I can't prove it, of course. But if we suppose that the hypothetical non-humans work within our physical reality, and are subject to the same physical laws, then I'd suggest that there are only so many ways to, say, float on water or generate artificial light; any vehicle would have to be of a proper scale to carry them; they'd probably have to carry heavy objects, and we could probably recognize the characteristics of a carrier; their sensors would likely detect the same sorts of things that ours do; they might very well generate and use electricity; and so on.

If we turn our attention to living things, the "solution space" for manipulating cellular, DNA-based life would be constrained by the properties of the organisms being manipulated.

I'm saying you can't test for it the way you test for human design, because you don't have the tools (facts and inferences) that you use to determine human design.

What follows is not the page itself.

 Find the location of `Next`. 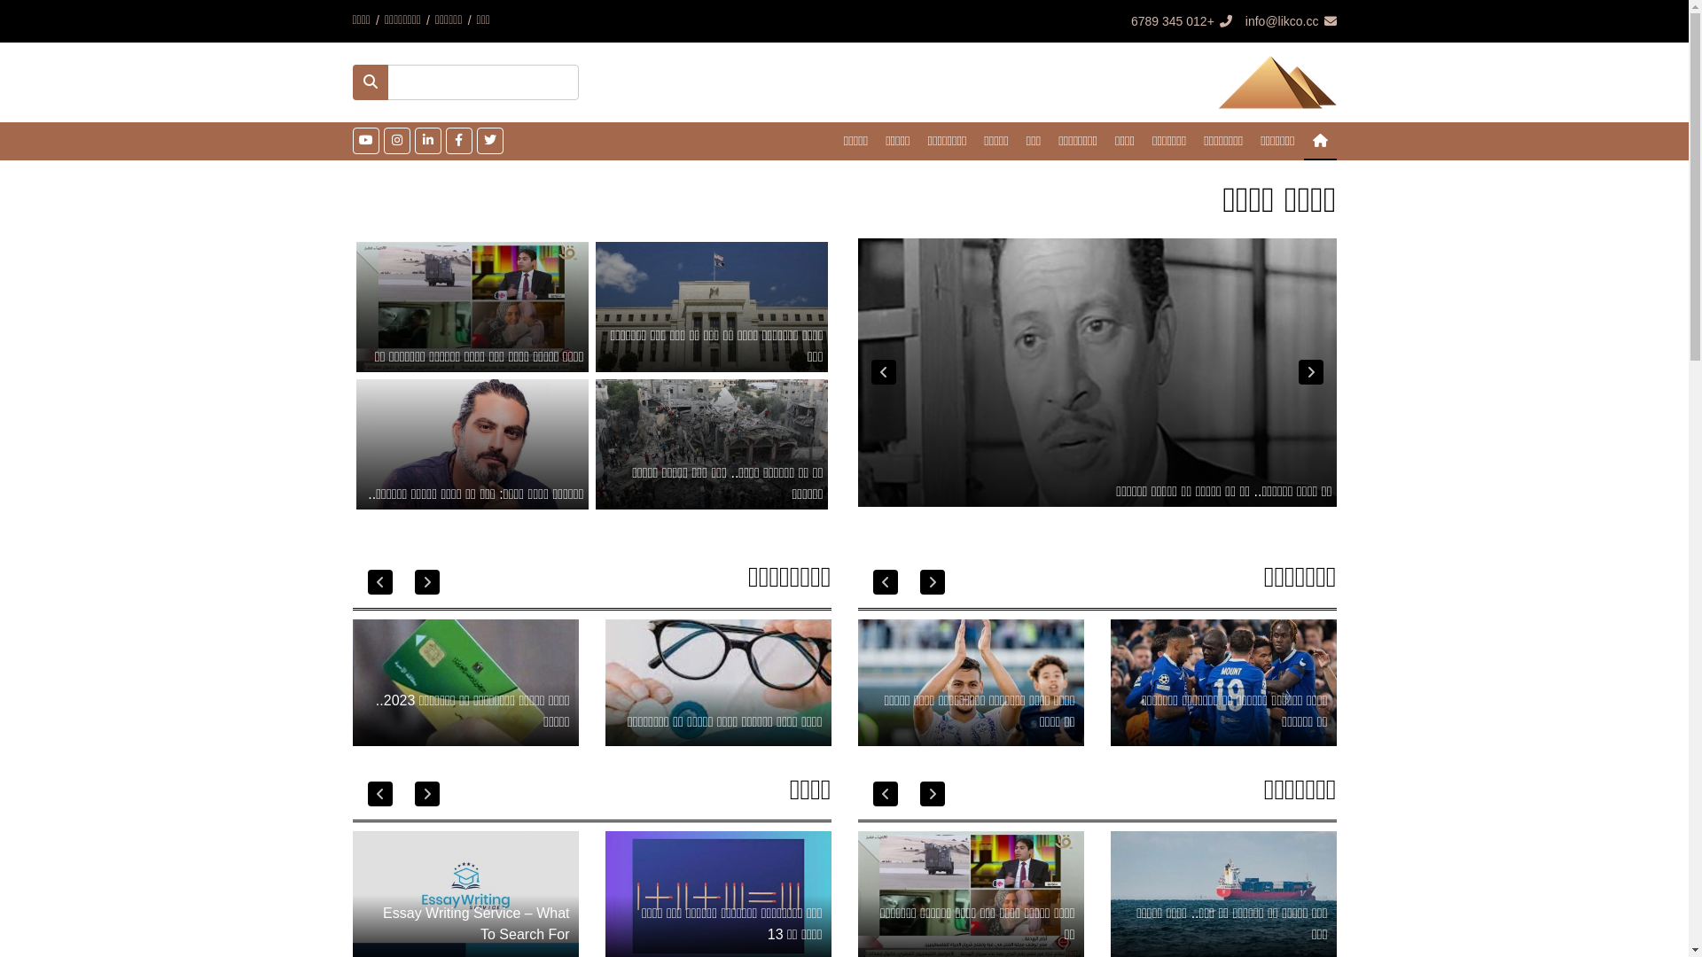

Next is located at coordinates (932, 794).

All that really means is that any test based on such an assumption would not be successful. However, the "human approach" test would still have explanatory in caseS where there was a strong enough similarity between human and non-human approaches.

The problem is, the crows very neatly refutes your argument, insofar as nobody recognized the artifacts as tools in and of themselves - the only way anyone knew that the crows were using tools was by observing them in the act of using them.

Yes -- although one could say the same thing about the early efforts of stone-age humans. But if you'll recall, the question was whether or not we have a catalogue of non-human products against which we compare our own works -- in the context of whether a solution space is constrained by the physical characteristics of the problem at hand. The lesson of the crows is that those non-humans used their stick tools in ways that are recognizeably similar to what we would do.